Water Management – Institutional Reforms, Conservation Efforts, etc.

Twin issues: Shrinking water bodies and floods in urban landscapes

Note4Students

From UPSC perspective, the following things are important :

Prelims level: Not Much

Mains level: Urban floods in India

This newscard is an excerpt from the original article published in the D2E.

Try this question for mains:

Q.Shrinking water bodies and floods in urban landscapes are mutually induced by each other. Analyse.

Water in urban landscapes

  • Lakes and wetlands are an important part of the urban ecosystem.
  • They perform significant environmental, social and economic functions — from being a source of drinking water and recharging groundwater to supporting biodiversity and providing livelihoods.
  • Their role becomes even more critical in the present context when cities are facing the challenge of rapid unplanned urbanisation.
  • Their numbers are declining rapidly. For example, Bangalore had 262 lakes in the 1960s; now only 10 of them hold water.

Issues with urban water bodies

  • Natural streams and watercourses, formed over thousands of years due to the forces of flowing water in the respective watersheds, have been altered because of urbanisation.
  • As a result, the flow of water has increased in proportion to the urbanisation of watersheds.
  • Ideally, natural drains should have been widened to accommodate the higher flows of stormwater.
  • But, on the contrary, they have been a victim of various unlawful activities:

(1) Pollution

  • There has been an explosive increase in the urban population without a corresponding expansion of civic facilities such as infrastructure for the disposal of waste.
  • As more people are migrating to cities, urban civic services are becoming less adequate.
  • As a result, most urban water bodies in India are suffering because of pollution. The water bodies have been turned into landfills in several cases.
  • Guwahati’s Deepor Beel, for example, is used by the municipal corporation to dump solid waste since 2006. Even the Pallikarni marshland in Chennai is used for solid waste dumping.

(2) Encroachment

  • This is another major threat to urban water bodies. As more people have been migrating to cities, the availability of land has been getting scarce.
  • Today, even a small piece of land in urban areas has a high economic value.
  • These urban water bodies are not only acknowledged for their ecosystem services but for their real estate value as well.
  • Charkop Lake in Maharashtra, Ousteri Lake in Puducherry, Deepor beel in Guwahati are well-known examples of water bodies that were encroached.

(3) Illegal mining activities

  • Illegal mining for building material such as sand and quartzite on the catchment and bed of the lake have an extremely damaging impact on the water body.
  • For example, the Jaisamand Lake in Jodhpur, once the only source of drinking water for the city, has been suffering from illegal mining in the catchment area.
  • Unmindful sand mining from the catchment of Vembanad Lake on the outskirts of Kochi has decreased the water level in the lake.

(4) Unplanned tourism activities

  • Using water bodies to attract tourists has become a threat to several urban lakes in India.
  • Tso Morari and Pongsho lakes in Ladakh have become polluted because of unplanned and unregulated tourism.
  • Another example is that of Ashtamudi Lake in Kerala’s Kollam city, which has become polluted due to spillage of oil from motorboats.

(5) Absence of administrative framework

  • The biggest challenge is the government apathy towards water bodies.
  • This can be understood from the fact that it does not even have any data on the total number of urban water bodies in the country.
  • Further, CPCB had not identified major aquatic species, birds, plants and animals that faced threat due to pollution of rivers and lakes.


Task requirements —
Give a verbatim quotation of every record.

Source data —
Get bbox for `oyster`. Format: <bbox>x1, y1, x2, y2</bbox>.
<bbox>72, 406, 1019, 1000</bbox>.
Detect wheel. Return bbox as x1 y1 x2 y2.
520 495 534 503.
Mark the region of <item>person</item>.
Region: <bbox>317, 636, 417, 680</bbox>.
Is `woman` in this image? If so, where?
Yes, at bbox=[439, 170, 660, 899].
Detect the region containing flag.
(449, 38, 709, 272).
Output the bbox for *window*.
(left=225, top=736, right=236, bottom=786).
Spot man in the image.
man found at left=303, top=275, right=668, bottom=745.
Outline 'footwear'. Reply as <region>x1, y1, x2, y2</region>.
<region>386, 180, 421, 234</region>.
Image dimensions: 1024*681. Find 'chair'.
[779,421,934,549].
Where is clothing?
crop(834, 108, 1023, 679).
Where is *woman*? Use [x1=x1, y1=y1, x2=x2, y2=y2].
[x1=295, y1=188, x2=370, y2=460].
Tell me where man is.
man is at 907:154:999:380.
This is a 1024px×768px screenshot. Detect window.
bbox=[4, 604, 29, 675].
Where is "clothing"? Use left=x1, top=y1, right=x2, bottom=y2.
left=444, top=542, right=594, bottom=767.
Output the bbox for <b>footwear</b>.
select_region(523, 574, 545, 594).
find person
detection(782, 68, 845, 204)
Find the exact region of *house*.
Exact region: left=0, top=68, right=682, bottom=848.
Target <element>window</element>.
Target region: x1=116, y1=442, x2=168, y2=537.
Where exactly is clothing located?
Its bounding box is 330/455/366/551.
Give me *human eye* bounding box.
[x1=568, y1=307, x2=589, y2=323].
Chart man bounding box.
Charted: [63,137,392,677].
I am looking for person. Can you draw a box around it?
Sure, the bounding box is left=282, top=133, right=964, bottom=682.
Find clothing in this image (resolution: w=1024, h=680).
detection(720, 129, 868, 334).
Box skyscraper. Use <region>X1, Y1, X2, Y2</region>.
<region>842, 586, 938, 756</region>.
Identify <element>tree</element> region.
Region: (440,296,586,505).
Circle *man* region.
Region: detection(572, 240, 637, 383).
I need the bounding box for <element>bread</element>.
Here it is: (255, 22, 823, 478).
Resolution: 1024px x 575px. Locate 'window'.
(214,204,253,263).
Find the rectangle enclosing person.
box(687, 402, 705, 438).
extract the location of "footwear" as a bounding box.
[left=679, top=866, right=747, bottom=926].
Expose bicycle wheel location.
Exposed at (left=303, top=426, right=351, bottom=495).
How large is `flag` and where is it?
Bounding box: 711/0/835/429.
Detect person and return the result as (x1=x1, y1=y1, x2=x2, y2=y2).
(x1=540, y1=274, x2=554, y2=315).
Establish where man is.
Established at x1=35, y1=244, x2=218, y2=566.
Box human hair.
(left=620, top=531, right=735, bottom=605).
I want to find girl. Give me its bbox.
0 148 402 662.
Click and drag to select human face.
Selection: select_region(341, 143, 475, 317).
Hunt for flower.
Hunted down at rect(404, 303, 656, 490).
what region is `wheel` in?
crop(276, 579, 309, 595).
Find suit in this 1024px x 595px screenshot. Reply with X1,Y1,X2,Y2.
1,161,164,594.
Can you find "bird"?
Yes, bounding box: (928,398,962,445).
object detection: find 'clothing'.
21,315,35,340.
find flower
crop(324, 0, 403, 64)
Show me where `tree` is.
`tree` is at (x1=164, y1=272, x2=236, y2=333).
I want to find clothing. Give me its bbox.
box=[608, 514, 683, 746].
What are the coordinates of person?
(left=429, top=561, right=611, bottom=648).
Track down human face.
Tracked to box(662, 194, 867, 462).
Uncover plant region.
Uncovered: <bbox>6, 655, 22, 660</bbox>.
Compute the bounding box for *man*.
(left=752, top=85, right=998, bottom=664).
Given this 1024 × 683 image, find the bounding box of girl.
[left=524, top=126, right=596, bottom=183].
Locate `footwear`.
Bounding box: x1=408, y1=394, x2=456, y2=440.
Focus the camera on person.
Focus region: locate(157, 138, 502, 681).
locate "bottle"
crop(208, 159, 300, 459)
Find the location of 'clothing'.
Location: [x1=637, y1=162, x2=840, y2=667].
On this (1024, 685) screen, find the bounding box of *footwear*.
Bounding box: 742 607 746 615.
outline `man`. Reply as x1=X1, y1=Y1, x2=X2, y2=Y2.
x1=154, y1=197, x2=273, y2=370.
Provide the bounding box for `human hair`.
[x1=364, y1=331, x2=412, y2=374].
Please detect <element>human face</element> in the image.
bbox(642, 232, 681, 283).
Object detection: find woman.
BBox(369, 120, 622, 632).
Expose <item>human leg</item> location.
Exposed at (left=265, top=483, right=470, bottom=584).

Task answer —
Get bbox for `oyster`. Format: <bbox>x1, y1, x2, y2</bbox>.
<bbox>72, 406, 1019, 1000</bbox>.
Detect wheel. Return bbox as x1 y1 x2 y2.
520 495 534 503.
Mark the region of <item>person</item>.
Region: <bbox>317, 636, 417, 680</bbox>.
Is `woman` in this image? If so, where?
Yes, at bbox=[439, 170, 660, 899].
Detect the region containing flag.
(449, 38, 709, 272).
Output the bbox for *window*.
(left=225, top=736, right=236, bottom=786).
Spot man in the image.
man found at left=303, top=275, right=668, bottom=745.
Outline 'footwear'. Reply as <region>x1, y1, x2, y2</region>.
<region>386, 180, 421, 234</region>.
Image dimensions: 1024*681. Find 'chair'.
[779,421,934,549].
Where is clothing?
crop(834, 108, 1023, 679).
Where is *woman*? Use [x1=x1, y1=y1, x2=x2, y2=y2].
[x1=295, y1=188, x2=370, y2=460].
Tell me where man is.
man is at 907:154:999:380.
This is a 1024px×768px screenshot. Detect window.
bbox=[4, 604, 29, 675].
Where is "clothing"? Use left=x1, top=y1, right=x2, bottom=y2.
left=444, top=542, right=594, bottom=767.
Output the bbox for <b>footwear</b>.
select_region(523, 574, 545, 594).
find person
detection(782, 68, 845, 204)
Find the exact region of *house*.
Exact region: left=0, top=68, right=682, bottom=848.
Target <element>window</element>.
Target region: x1=116, y1=442, x2=168, y2=537.
Where exactly is clothing located?
Its bounding box is 330/455/366/551.
Give me *human eye* bounding box.
[x1=568, y1=307, x2=589, y2=323].
Chart man bounding box.
Charted: [63,137,392,677].
I am looking for person. Can you draw a box around it?
Sure, the bounding box is left=282, top=133, right=964, bottom=682.
Find clothing in this image (resolution: w=1024, h=680).
detection(720, 129, 868, 334).
Box skyscraper. Use <region>X1, Y1, X2, Y2</region>.
<region>842, 586, 938, 756</region>.
Identify <element>tree</element> region.
Region: (440,296,586,505).
Circle *man* region.
Region: detection(572, 240, 637, 383).
I need the bounding box for <element>bread</element>.
Here it is: (255, 22, 823, 478).
Resolution: 1024px x 575px. Locate 'window'.
(214,204,253,263).
Find the rectangle enclosing person.
box(687, 402, 705, 438).
extract the location of "footwear" as a bounding box.
[left=679, top=866, right=747, bottom=926].
Expose bicycle wheel location.
Exposed at (left=303, top=426, right=351, bottom=495).
How large is `flag` and where is it?
Bounding box: 711/0/835/429.
Detect person and return the result as (x1=x1, y1=y1, x2=x2, y2=y2).
(x1=540, y1=274, x2=554, y2=315).
Establish where man is.
Established at x1=35, y1=244, x2=218, y2=566.
Box human hair.
(left=620, top=531, right=735, bottom=605).
I want to find girl. Give me its bbox.
0 148 402 662.
Click and drag to select human face.
Selection: select_region(341, 143, 475, 317).
Hunt for flower.
Hunted down at rect(404, 303, 656, 490).
what region is `wheel` in?
crop(276, 579, 309, 595).
Find suit in this 1024px x 595px screenshot. Reply with X1,Y1,X2,Y2.
1,161,164,594.
Can you find "bird"?
Yes, bounding box: (928,398,962,445).
object detection: find 'clothing'.
21,315,35,340.
find flower
crop(324, 0, 403, 64)
Show me where `tree` is.
`tree` is at (x1=164, y1=272, x2=236, y2=333).
I want to find clothing. Give me its bbox.
box=[608, 514, 683, 746].
What are the coordinates of person?
(left=429, top=561, right=611, bottom=648).
Track down human face.
Tracked to box(662, 194, 867, 462).
Uncover plant region.
Uncovered: <bbox>6, 655, 22, 660</bbox>.
Compute the bounding box for *man*.
(left=752, top=85, right=998, bottom=664).
Given this 1024 × 683 image, find the bounding box of girl.
[left=524, top=126, right=596, bottom=183].
Locate `footwear`.
Bounding box: x1=408, y1=394, x2=456, y2=440.
Focus the camera on person.
Focus region: locate(157, 138, 502, 681).
locate "bottle"
crop(208, 159, 300, 459)
Find the location of 'clothing'.
Location: [x1=637, y1=162, x2=840, y2=667].
On this (1024, 685) screen, find the bounding box of *footwear*.
Bounding box: 742 607 746 615.
outline `man`. Reply as x1=X1, y1=Y1, x2=X2, y2=Y2.
x1=154, y1=197, x2=273, y2=370.
Provide the bounding box for `human hair`.
[x1=364, y1=331, x2=412, y2=374].
Please detect <element>human face</element> in the image.
bbox(642, 232, 681, 283).
Object detection: find woman.
BBox(369, 120, 622, 632).
Expose <item>human leg</item> location.
Exposed at (left=265, top=483, right=470, bottom=584).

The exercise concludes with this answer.